Despite some Steam libraries being worth up to $600,000, I've never thought of the platform as a “status symbol”. It's hard to imagine a rich snob attending a gala showing off his Steam profile to guests and bragging about his thousands of games. Much less buying a $1,000 shovel full of NPCs who look just like the boat people from Marvel's Spider-Man, all to show off how rich they are.
And yet that's exactly what we congratulate you on your purchase. The game was created by Minimum Viable Prestige and launched on May 28, 2026 with absolutely zero fanfare. It currently has zero user reviews and a total peak of only one concurrent player, who is probably a developer anyway. Even weirder, only 16.6 percent of buyers unlocked the single “You're One of Us” achievement — rewarded simply for owning and launching “Steam's most expensive game.”
A joke to fool rich people or a genuine attempt to become a status symbol? Inside $1000 “Palace Interior” on Steam
It was only noticed this weekend by u/ContaSoParaEspionar, who on a whim decided to sort the entire shop window catalog by highest price. What they revealed was an incredibly empty gimmick – to call it a “game” would be charitable. Does it throw you at a faux luxury red carpet event that feels less like an exclusive gala and more like Backrooms, and the grand prize for your massive financial investment? A digital certificate hanging on a virtual wall dryly thanking you for shelling out the money for what the developer calls a “palace interior.”
“The question of whether this experience is worth $999.99 is, philosophically speaking, unanswerable,” the description reads. But that is totally responsible: no, it isn't, and if you have a spare grand lying around, you should spend it on literally anything else. “The price is arbitrary. The fact that you're reading this indicates that you're already considering it – which means the answer for you may already be yes. We respect that. Congratulations again on your purchase. Or your consideration of a purchase.”

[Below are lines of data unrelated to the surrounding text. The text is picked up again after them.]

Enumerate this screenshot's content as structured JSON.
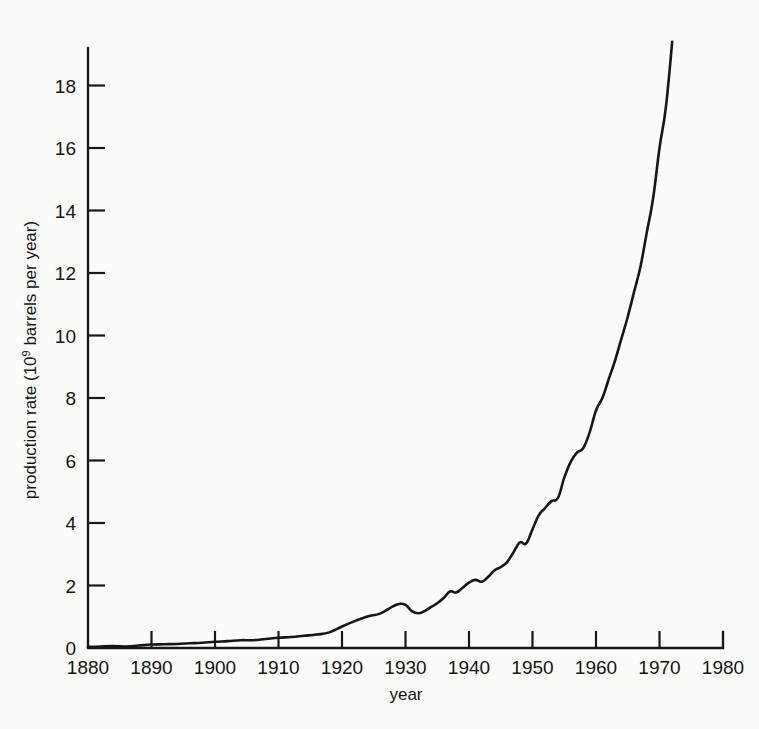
{
  "chart_data": {
    "type": "line",
    "title": "",
    "xlabel": "year",
    "ylabel": "production rate (10⁹ barrels per year)",
    "ylabel_prefix": "production rate (10",
    "ylabel_sup": "9",
    "ylabel_suffix": " barrels per year)",
    "xlim": [
      1880,
      1980
    ],
    "ylim": [
      0,
      19.6
    ],
    "grid": false,
    "legend": null,
    "xticks": [
      1880,
      1890,
      1900,
      1910,
      1920,
      1930,
      1940,
      1950,
      1960,
      1970,
      1980
    ],
    "xtick_labels": [
      "1880",
      "1890",
      "1900",
      "1910",
      "1920",
      "1930",
      "1940",
      "1950",
      "1960",
      "1970",
      "1980"
    ],
    "yticks": [
      0,
      2,
      4,
      6,
      8,
      10,
      12,
      14,
      16,
      18
    ],
    "ytick_labels": [
      "0",
      "2",
      "4",
      "6",
      "8",
      "10",
      "12",
      "14",
      "16",
      "18"
    ],
    "series": [
      {
        "name": "world crude oil production rate",
        "x": [
          1880,
          1882,
          1884,
          1886,
          1888,
          1890,
          1892,
          1894,
          1896,
          1898,
          1900,
          1902,
          1904,
          1906,
          1908,
          1910,
          1912,
          1914,
          1916,
          1918,
          1920,
          1922,
          1924,
          1926,
          1928,
          1929,
          1930,
          1931,
          1932,
          1933,
          1934,
          1935,
          1936,
          1937,
          1938,
          1939,
          1940,
          1941,
          1942,
          1943,
          1944,
          1945,
          1946,
          1947,
          1948,
          1949,
          1950,
          1951,
          1952,
          1953,
          1954,
          1955,
          1956,
          1957,
          1958,
          1959,
          1960,
          1961,
          1962,
          1963,
          1964,
          1965,
          1966,
          1967,
          1968,
          1969,
          1970,
          1971,
          1972
        ],
        "y": [
          0.03,
          0.05,
          0.06,
          0.05,
          0.08,
          0.11,
          0.12,
          0.13,
          0.15,
          0.17,
          0.2,
          0.22,
          0.25,
          0.25,
          0.29,
          0.33,
          0.35,
          0.39,
          0.43,
          0.5,
          0.69,
          0.86,
          1.01,
          1.1,
          1.33,
          1.41,
          1.38,
          1.18,
          1.11,
          1.18,
          1.31,
          1.43,
          1.6,
          1.81,
          1.78,
          1.93,
          2.09,
          2.18,
          2.12,
          2.27,
          2.48,
          2.59,
          2.75,
          3.06,
          3.38,
          3.35,
          3.8,
          4.25,
          4.48,
          4.7,
          4.8,
          5.45,
          5.95,
          6.25,
          6.4,
          6.9,
          7.6,
          8.0,
          8.6,
          9.2,
          9.9,
          10.6,
          11.4,
          12.2,
          13.3,
          14.4,
          16.0,
          17.3,
          19.4
        ]
      }
    ]
  },
  "axes": {
    "x_axis_name": "year-axis",
    "y_axis_name": "production-rate-axis"
  }
}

Honestly, if you actually bought the game and proudly displayed that achievement on your profile, it wouldn't be a flex – it would be a public admission that you're a complete and utter mark. Which may secretly be the genius of the congratulatory purchase card. I have to respect the rush of trying to rip rich people off $1000 for what amounts to a Garry's Mod map.

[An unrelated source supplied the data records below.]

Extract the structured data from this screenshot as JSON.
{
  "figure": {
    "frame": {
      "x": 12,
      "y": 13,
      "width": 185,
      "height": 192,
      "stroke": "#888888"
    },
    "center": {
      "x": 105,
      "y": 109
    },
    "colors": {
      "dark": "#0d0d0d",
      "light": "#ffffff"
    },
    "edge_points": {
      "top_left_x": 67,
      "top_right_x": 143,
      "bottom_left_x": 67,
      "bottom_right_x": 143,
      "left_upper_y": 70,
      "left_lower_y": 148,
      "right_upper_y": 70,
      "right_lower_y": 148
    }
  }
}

The description of the interpretation, released by “Worth It Studio” (as its only launch) and laced with irony, reads like a checklist of modern gaming fatigue. It promises “an unshakable feeling that something meaningful just happened,” and proudly boasts that “There is no combat. There are no enemies. There are no quests, no skill trees, no loot boxes.” It feels as a pointed, sarcastic jab at the current triple play landscape, rather than a genuine attempt to market a legitimate status symbol. Unfortunately, if this was the developer's grand plan, it failed.
“Congratulations on Your Purchase is a luxury first-person experience set in a palace,” explains the developer. “There's a red carpet. There's chandeliers. There's velvet rope barriers—because some spaces have to be protected from the wrong kind of people. You're not the wrong kind of people. You've already done that.”
Either way, history tells us that we can't completely write it off as a joke. In the early days of mobile commerce, apps like “I Am Rich”—a $999.99 iOS program that did absolutely nothing but display a glowing red ruby on your screen—proved there was a market for people desperate to show off their disposable income. It's unclear whether the congratulatory purchase is a satirical jab or a casting of the net to catch a few drifting whales. Either way, it's much better to keep your grand — and your dignity.